I think all of us here today can remember landmarks from our past. Things that always let us know we were getting closer and closer to our destination. We are just about home and glad to be there. For some of us it is an old barn or building. For some it may be a bridge or just a single mammoth stone sat upright into the ground. For some of us it is the old community church with its steeple pointing up to God, drawing pour attention to the heavenly heights, beholding God’s glorious creation.

Landmarks are important to us. They bring back all sorts of memories. Memories about times past that were wonderful to us back then but some memories maybe not so wonderful, regardless landmarks hold meaning for us.

Churches are landmarks for so many of us because they maybe mark the spot where we gave our lives to Christ. They are landmarks because we have memories of VBS, mom and dad, grandma and grandpa, Homecomings, dinner on the grounds, weddings we’ve attended, funerals, parties, Christmas and Easter cantatas, or wonderful revivals where we maybe rededicated our lives to God’s service. Churches hold warm places in our hearts where we keep many treasured memories of times past.

As landmarks disappear from our landscape made from rock, or metal we are often alarmed because we see change coming all around us. Our church landmarks are not immune to these changes. Most of our churches are struggling to survive. Families that once graced our pews have moved on to the church triumphant, to other churches, or on to other things but usually not very far away, still in the area.

The old home church we come to on Homecoming Sunday or revival is slowly fading away. The people are getting older, very few families with children are moving into the community, and those that once filled the pews in the church have moved on, and the fear is that the church will die within a few decades.

Those fears are not unfounded. For a church to survive there has to be outreach to the community. There has to be an effort to reach those that still live in the area around the old landmark, those who were once members, but for some reason left the old landmark. Not only do we as a congregation have the mission to reach out to former members but we have a mission to reach out to the lost and un-churched around our community regardless of race, creed, socioeconomic status, or education. All of God’s children need to hear the good news of Jesus Christ and it is up to us all to reach out and help them come to know the God we love and serve.

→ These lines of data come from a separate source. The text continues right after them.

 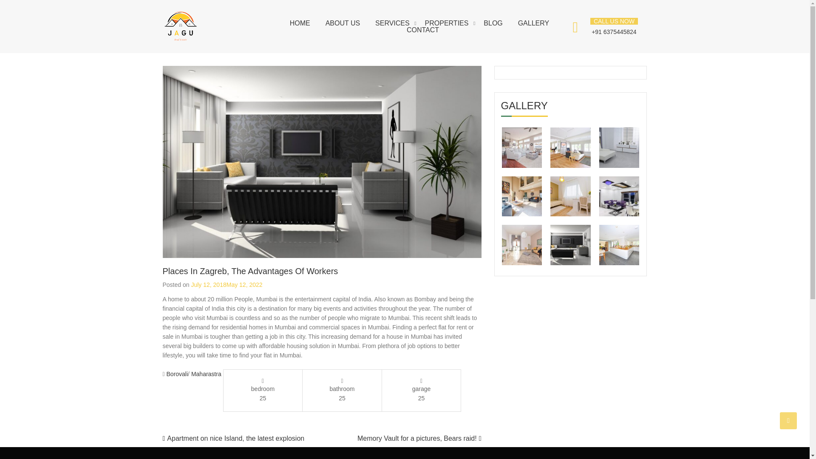 I want to click on CONTACT, so click(x=422, y=29).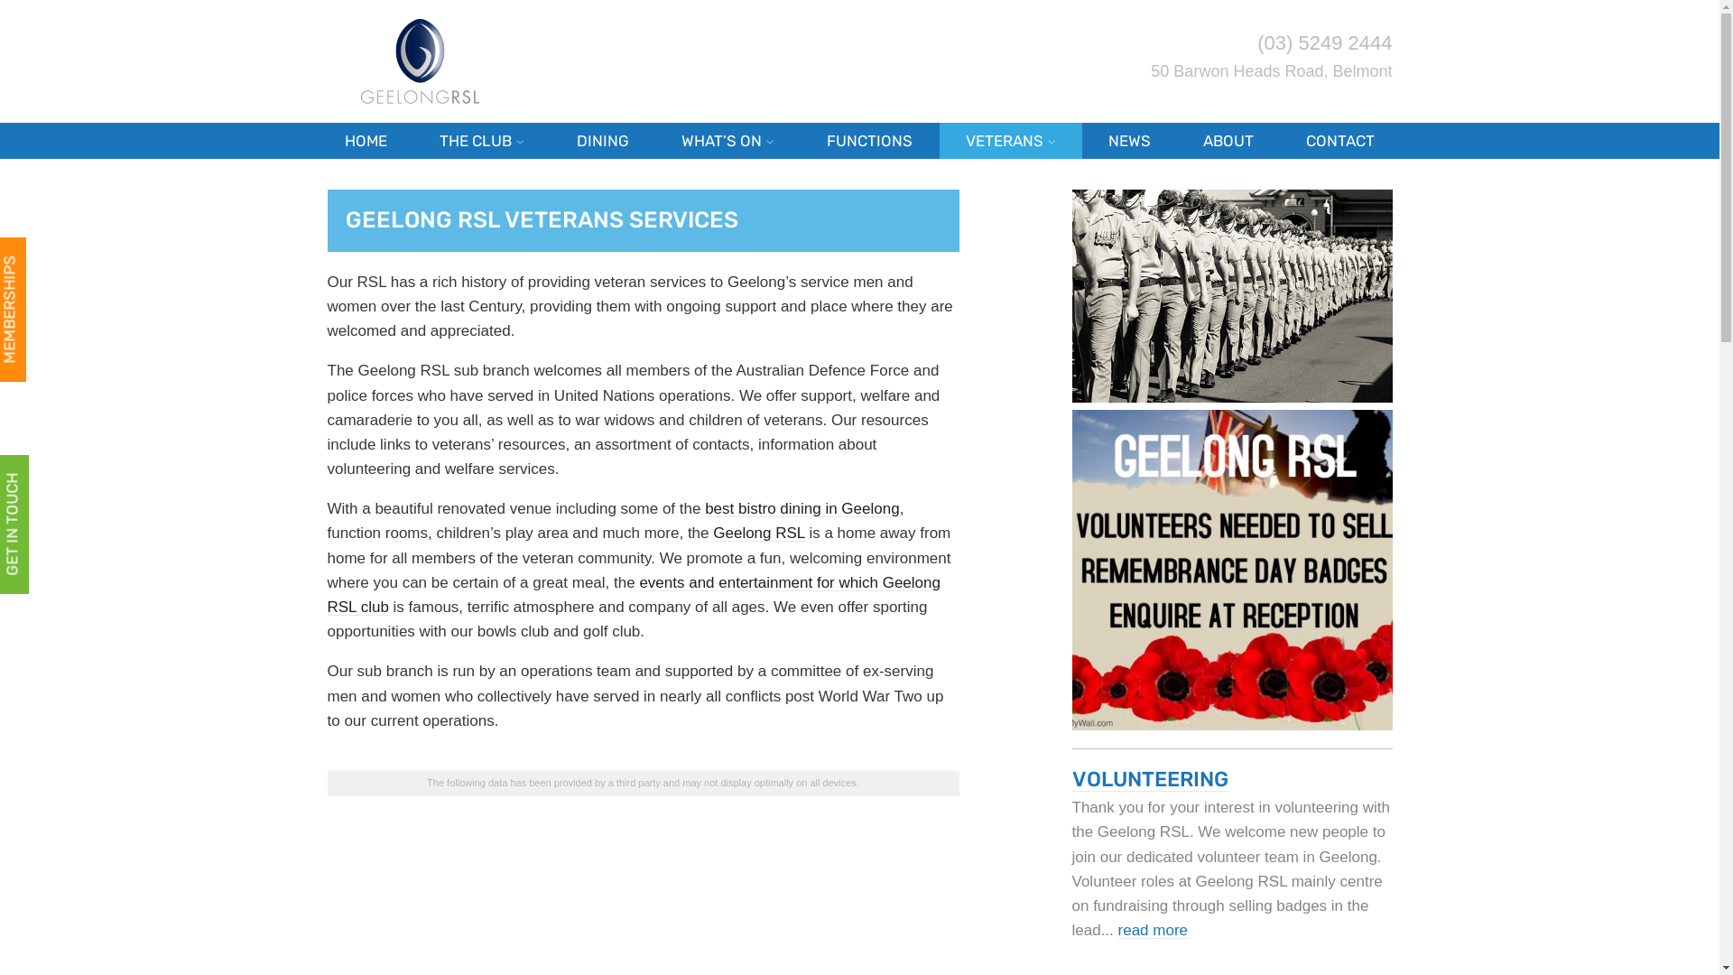  Describe the element at coordinates (801, 509) in the screenshot. I see `best bistro dining in Geelong` at that location.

The landmarks that are our churches will eventually die if something isn’t done, and done soon to reach out and discover those who are willing to come along side of us and keep the ministries of the churches alive, those who will help us grow the churches ministries and the membership of our churches to keep the church alive, vibrant, and strong as time rolls along serving our communities and the people in them.

It is going to take a strong, organized outreach by dedicated people fulfilling the ministry of all Christian people to reach the lost with the Good News of Jesus Christ and see souls saved for the glory of God’s kingdom. It is going to require prayer, a lot of prayer, fasting, daily devotion to scripture, seeking the face of God and spending quality time in his presence, and an outward missional focus to reach others with the gospel if the church is to grow and continue to exist.

Yes, our old landmarks may be dwindling, fading, and in danger of not existing in 10 or 20 years if there is no one coming up behind us to keep the old landmark going but there is one landmark that will exist forever and that OLD LANDMARK is the cross of Christ. It is where we all have found forgiveness; it is the place where we were set free from the bondage of sin. It is where our shackles were removed and our souls were given the assurance that we have been made righteous in God’s sight because we have been washed in Christ’s blood

Copy Sermon to Clipboard with PRO Download Sermon with PRO
Talk about it...

Nobody has commented yet. Be the first!